For 20+ years, I’ve watched people reduce Agile debates to Scrum-centric thinking, and now often to SAFe-centric thinking. But the real reference point is the Manifesto, not a framework. The 17 signers in Snowbird agreed on 4 Values and 12 Principles without naming an approach because they were not all coming from the same viewpoint. That matters, because the founding mix was broader than many people remember. By my count, the mix was something like 7 XP, 3 Scrum, 2 Crystal, and the rest from other adjacent frameworks.
Scrum was not the center of the story, only part of it.
This is why it is important to remember that Scrum is Agile, but Agile is not Scrum. Prescriptive Scrum can be a great place to start, but instead of assuming a graduation to SAFe (or some other scaled framework), your path might be better served by Kanban, Lean, XP, Crystal, or some blend of tools across several frameworks.
Your goal should be a fit-for-purpose solution for the environment you’re actually in.
This is one of the reasons I like to periodically revisit the Manifesto, especially when joining a new organization. A weekly lunch with interested Agile peers, working through one Value or Principle at a time, can create space for a deeper 30-minute discussion. What did this line mean when it was drafted, why was it written? What was the context back then? Does it still hold up? Should it evolve? How does it apply to our environment here?
It still surprises me how many people in those groups have never really stopped to ponder these ideas in their raw form.
Before you argue practices, spend some time with the principles.
When was the last time you and your team meditated on the Agile Manifesto?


Show the lines below where "points" occurs.

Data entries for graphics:
※

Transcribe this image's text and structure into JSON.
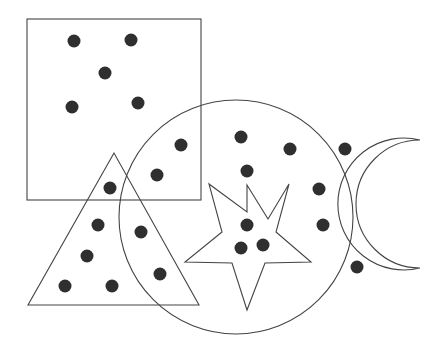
{
  "diagram": {
    "type": "venn-shapes-with-dots",
    "colors": {
      "stroke": "#444444",
      "dot": "#2f2f2f",
      "background": "#ffffff"
    },
    "shapes": [
      {
        "name": "square",
        "x": 27,
        "y": 19,
        "w": 174,
        "h": 181
      },
      {
        "name": "circle",
        "cx": 236,
        "cy": 217,
        "r": 117
      },
      {
        "name": "triangle",
        "points": "114,153 28,305 199,305"
      },
      {
        "name": "star",
        "points": "247,185 270,219 289,184 276,231 311,262 265,263 247,310 232,263 185,262 222,232 209,184 247,212"
      },
      {
        "name": "crescent-outer-circle",
        "cx": 356,
        "cy": 205,
        "r": 55
      },
      {
        "name": "crescent"
      }
    ],
    "dots": [
      {
        "region": "square",
        "x": 74,
        "y": 41
      },
      {
        "region": "square",
        "x": 131,
        "y": 40
      },
      {
        "region": "square",
        "x": 105,
        "y": 73
      },
      {
        "region": "square",
        "x": 72,
        "y": 107
      },
      {
        "region": "square",
        "x": 138,
        "y": 103
      },
      {
        "region": "square-circle",
        "x": 181,
        "y": 145
      },
      {
        "region": "square-circle",
        "x": 157,
        "y": 175
      },
      {
        "region": "square-triangle",
        "x": 110,
        "y": 188
      },
      {
        "region": "triangle",
        "x": 98,
        "y": 225
      },
      {
        "region": "triangle",
        "x": 87,
        "y": 256
      },
      {
        "region": "triangle",
        "x": 65,
        "y": 286
      },
      {
        "region": "triangle",
        "x": 112,
        "y": 286
      },
      {
        "region": "triangle-circle",
        "x": 141,
        "y": 232
      },
      {
        "region": "triangle-circle",
        "x": 160,
        "y": 274
      },
      {
        "region": "circle",
        "x": 241,
        "y": 137
      },
      {
        "region": "circle",
        "x": 290,
        "y": 149
      },
      {
        "region": "circle",
        "x": 247,
        "y": 171
      },
      {
        "region": "star-circle",
        "x": 247,
        "y": 225
      },
      {
        "region": "star-circle",
        "x": 241,
        "y": 248
      },
      {
        "region": "star-circle",
        "x": 263,
        "y": 245
      },
      {
        "region": "crescent-circle",
        "x": 319,
        "y": 189
      },
      {
        "region": "crescent-circle",
        "x": 323,
        "y": 225
      },
      {
        "region": "crescent",
        "x": 345,
        "y": 149
      },
      {
        "region": "crescent",
        "x": 357,
        "y": 267
      }
    ],
    "dot_radius": 6.5
  }
}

※

Solution:
        "points": "114,153 28,305 199,305"
        "points": "247,185 270,219 289,184 276,231 311,262 265,263 247,310 232,263 185,262 222,232 209,184 247,212"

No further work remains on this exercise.